From Okta
Migrating an Okta org to Olympus
This guide moves an Okta org (typically Workforce, internal employees, IT-managed) to Olympus IAM.
When this guide applies
Use the IAM domain of Olympus for Okta workforce migrations. Customer-facing Okta deployments (Auth0 / Customer Identity Cloud) should follow From Auth0.
Concept mapping
| Okta | Olympus IAM |
|---|---|
| Org | IAM domain |
| User | Kratos identity |
| User profile | Identity traits |
| Group | Identity trait (array) |
| Application | Hydra OAuth2 client |
| Group rule | Application-side logic on traits |
| Authentication policy | Kratos flow config + Hera UI logic |
| Sign-on rule | Kratos hook |
| MFA factor | Kratos credential (TOTP, WebAuthn) |
| Identity provider (SAML, OIDC) | Kratos OIDC provider |
| Universal Directory | Identity schema |
Identity export → Kratos import
Step 1: Export from Okta
# Okta API: paginate /api/v1/users
okta get-users --search 'status pr "DEPROVISIONED"' --paginate > users.jsonOkta's export includes: email, profile attributes, status, factors enrolled, group memberships, password hashes (if you're on a paid plan with that export enabled).
Step 2: Transform to Kratos
{
"schema_id": "admin",
"state": "active",
"traits": {
"email": "user@example.com",
"first_name": "...",
"last_name": "...",
"role": "admin",
"groups": ["engineers", "oncall"]
},
"verifiable_addresses": [{ "value": "...", "verified": true, "via": "email", "status": "completed" }],
"credentials": {
"password": {
"type": "password",
"identifiers": ["user@example.com"],
"config": { "hashed_password": "..." }
}
}
}Okta uses pbkdf2-sha512 for password hashes. Kratos supports this, see Kratos password import docs.
Step 3: Bulk import
for f in identities-*.json; do
curl -X POST http://localhost:4101/admin/identities -d @"$f"
doneApplication (OAuth2 client) mapping
Each Okta application becomes a Hydra client:
| Okta type | Hydra equivalent |
|---|---|
| Web (with secret) | Confidential client, client_secret_basic |
| SPA (no secret) | Public client, PKCE mandatory |
| Native (mobile, CLI) | Public client, PKCE mandatory |
| SAML 2.0 | Not native, run a SAML→OIDC bridge |
| API services (M2M) | Confidential client, client_credentials grant |
hydra create client --endpoint http://localhost:4103 \
--name <app-name> \
--grant-type authorization_code,refresh_token \
--response-type code \
--scope "openid profile email" \
--redirect-uri https://app.example.com/callbackSAML migration
Olympus IAM is OIDC. For SAML SPs you can't change to OIDC:
- Run a SAML→OIDC bridge (e.g. saml-to-oidc-proxy) in front of IAM Hera.
- Or migrate the SP itself to OIDC if possible.
Groups → traits
Okta groups become a trait array in the IAM identity schema:
"groups": {
"type": "array",
"items": { "type": "string" }
}Application authorization reads identity.traits.groups.
Authentication policies → Kratos flow config
Okta's sign-on policies (e.g. "engineers must use phishing-resistant MFA") become:
selfservice:
flows:
login:
after:
password:
hooks:
- hook: require_aal2
config:
aal: "aal2"
# condition: identity.traits.groups contains "engineers"
#, implemented via a webhook hook that checksOlympus doesn't have a built-in conditional AAL requirement; implement via a webhook to your authz service.
Lifecycle Management
Okta's deprovisioning, JIT provisioning don't directly port. Use:
- For deprovisioning: an Athena-driven script that deletes the IAM identity when HR system signals offboarding.
- For JIT: Kratos's OIDC provider auto-creates an identity on first sign-in.
Validation
- User count matches.
- Sample employee can sign in via IAM.
- OAuth2 apps can validate IAM tokens.
- SAML bridge (if used) works end-to-end.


TASK DETAILS
The output should be all lines of the entries below in which the word "background" occurs.

┌──

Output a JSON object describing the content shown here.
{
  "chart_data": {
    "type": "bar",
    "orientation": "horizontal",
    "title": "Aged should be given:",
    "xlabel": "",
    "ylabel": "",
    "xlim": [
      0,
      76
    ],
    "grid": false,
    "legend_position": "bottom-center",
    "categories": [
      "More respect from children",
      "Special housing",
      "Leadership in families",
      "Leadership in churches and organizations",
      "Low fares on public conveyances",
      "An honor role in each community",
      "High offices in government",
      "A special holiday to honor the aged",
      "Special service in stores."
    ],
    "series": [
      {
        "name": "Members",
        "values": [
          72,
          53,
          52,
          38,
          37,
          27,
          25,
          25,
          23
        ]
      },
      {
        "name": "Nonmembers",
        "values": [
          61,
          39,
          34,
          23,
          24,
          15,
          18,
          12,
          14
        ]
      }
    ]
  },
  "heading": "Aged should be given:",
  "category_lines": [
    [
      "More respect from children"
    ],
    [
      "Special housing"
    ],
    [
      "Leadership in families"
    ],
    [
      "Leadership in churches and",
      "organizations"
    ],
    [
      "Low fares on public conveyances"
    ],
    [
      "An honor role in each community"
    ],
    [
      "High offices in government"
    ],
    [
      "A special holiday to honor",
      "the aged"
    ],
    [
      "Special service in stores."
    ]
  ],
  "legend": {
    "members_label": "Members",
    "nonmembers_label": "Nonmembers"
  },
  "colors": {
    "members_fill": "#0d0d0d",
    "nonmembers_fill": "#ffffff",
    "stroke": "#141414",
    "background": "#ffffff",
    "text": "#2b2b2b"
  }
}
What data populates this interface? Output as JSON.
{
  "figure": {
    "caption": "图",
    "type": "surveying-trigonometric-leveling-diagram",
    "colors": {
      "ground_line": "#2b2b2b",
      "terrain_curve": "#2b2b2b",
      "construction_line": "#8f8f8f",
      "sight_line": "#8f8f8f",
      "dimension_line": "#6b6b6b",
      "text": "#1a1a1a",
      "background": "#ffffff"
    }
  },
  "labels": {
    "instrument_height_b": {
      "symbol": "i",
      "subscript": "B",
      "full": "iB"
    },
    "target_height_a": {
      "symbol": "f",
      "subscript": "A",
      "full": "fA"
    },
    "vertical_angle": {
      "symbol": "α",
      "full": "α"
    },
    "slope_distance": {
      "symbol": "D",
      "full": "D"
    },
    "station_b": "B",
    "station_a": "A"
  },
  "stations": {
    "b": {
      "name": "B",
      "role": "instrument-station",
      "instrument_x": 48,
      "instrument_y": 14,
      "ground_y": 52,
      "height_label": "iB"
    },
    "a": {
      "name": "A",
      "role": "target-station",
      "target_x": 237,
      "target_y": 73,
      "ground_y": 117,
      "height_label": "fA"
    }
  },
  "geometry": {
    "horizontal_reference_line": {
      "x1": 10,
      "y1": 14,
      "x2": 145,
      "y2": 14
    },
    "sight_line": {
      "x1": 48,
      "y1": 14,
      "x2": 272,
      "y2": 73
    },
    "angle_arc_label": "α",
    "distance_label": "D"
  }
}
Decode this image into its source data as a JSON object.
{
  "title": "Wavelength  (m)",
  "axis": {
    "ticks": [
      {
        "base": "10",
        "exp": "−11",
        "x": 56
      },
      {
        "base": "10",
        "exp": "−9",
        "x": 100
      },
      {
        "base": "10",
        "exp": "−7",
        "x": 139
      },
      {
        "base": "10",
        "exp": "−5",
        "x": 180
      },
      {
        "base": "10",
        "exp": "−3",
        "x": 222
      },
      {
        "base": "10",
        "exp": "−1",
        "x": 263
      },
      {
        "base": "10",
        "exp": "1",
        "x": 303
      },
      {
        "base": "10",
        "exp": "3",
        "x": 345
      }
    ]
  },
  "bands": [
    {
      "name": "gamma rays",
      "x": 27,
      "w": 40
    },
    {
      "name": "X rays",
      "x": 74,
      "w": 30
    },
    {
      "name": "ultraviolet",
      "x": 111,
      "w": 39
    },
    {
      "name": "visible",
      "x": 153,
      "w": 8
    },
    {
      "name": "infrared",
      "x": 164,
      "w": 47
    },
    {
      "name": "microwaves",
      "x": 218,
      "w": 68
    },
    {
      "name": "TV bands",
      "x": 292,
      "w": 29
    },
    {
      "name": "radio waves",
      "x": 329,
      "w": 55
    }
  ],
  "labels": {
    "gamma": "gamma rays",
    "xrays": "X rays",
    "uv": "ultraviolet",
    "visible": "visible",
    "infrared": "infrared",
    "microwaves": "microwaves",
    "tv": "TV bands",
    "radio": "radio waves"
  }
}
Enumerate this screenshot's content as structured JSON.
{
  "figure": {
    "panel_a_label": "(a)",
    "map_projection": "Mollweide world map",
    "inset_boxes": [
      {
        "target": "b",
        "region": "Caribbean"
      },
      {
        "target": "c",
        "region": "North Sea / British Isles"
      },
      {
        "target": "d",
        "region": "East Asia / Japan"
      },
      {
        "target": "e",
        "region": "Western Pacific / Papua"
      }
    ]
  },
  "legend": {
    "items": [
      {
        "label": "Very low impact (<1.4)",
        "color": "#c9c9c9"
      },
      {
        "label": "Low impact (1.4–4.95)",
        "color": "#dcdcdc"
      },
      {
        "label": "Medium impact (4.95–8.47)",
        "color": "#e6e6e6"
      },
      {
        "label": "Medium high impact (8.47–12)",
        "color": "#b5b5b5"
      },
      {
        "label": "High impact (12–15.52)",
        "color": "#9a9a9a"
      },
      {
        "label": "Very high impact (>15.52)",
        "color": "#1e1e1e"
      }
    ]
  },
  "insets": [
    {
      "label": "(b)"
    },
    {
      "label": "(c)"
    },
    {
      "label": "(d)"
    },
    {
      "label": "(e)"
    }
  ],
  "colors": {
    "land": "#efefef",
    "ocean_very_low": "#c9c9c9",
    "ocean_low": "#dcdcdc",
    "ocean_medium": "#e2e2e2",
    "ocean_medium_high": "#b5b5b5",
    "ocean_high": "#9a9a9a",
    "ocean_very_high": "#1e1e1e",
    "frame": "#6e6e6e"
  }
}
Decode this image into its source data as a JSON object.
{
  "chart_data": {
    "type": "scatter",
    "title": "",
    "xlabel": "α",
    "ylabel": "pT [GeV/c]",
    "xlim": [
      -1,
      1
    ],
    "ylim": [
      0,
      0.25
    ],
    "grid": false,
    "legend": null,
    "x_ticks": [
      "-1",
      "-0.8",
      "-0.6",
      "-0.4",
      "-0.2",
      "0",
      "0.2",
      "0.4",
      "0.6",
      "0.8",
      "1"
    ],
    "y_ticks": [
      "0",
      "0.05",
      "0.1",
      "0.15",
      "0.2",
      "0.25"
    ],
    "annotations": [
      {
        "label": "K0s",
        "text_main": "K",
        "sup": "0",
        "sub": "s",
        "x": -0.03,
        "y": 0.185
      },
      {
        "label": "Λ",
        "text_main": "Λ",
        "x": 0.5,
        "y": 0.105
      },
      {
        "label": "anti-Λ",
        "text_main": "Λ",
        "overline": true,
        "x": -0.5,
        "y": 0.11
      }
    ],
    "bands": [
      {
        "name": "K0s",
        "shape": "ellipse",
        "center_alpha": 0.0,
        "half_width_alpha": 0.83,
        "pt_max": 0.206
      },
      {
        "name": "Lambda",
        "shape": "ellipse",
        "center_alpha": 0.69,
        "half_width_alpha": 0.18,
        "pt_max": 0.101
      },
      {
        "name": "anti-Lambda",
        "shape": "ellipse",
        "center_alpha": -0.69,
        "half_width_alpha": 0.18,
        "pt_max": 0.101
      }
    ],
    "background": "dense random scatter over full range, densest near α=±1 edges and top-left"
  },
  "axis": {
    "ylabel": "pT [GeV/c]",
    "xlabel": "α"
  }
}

└──

SOLVED PROBLEM
    "background": "#ffffff",
      "background": "#ffffff"
    "background": "dense random scatter over full range, densest near α=±1 edges and top-left"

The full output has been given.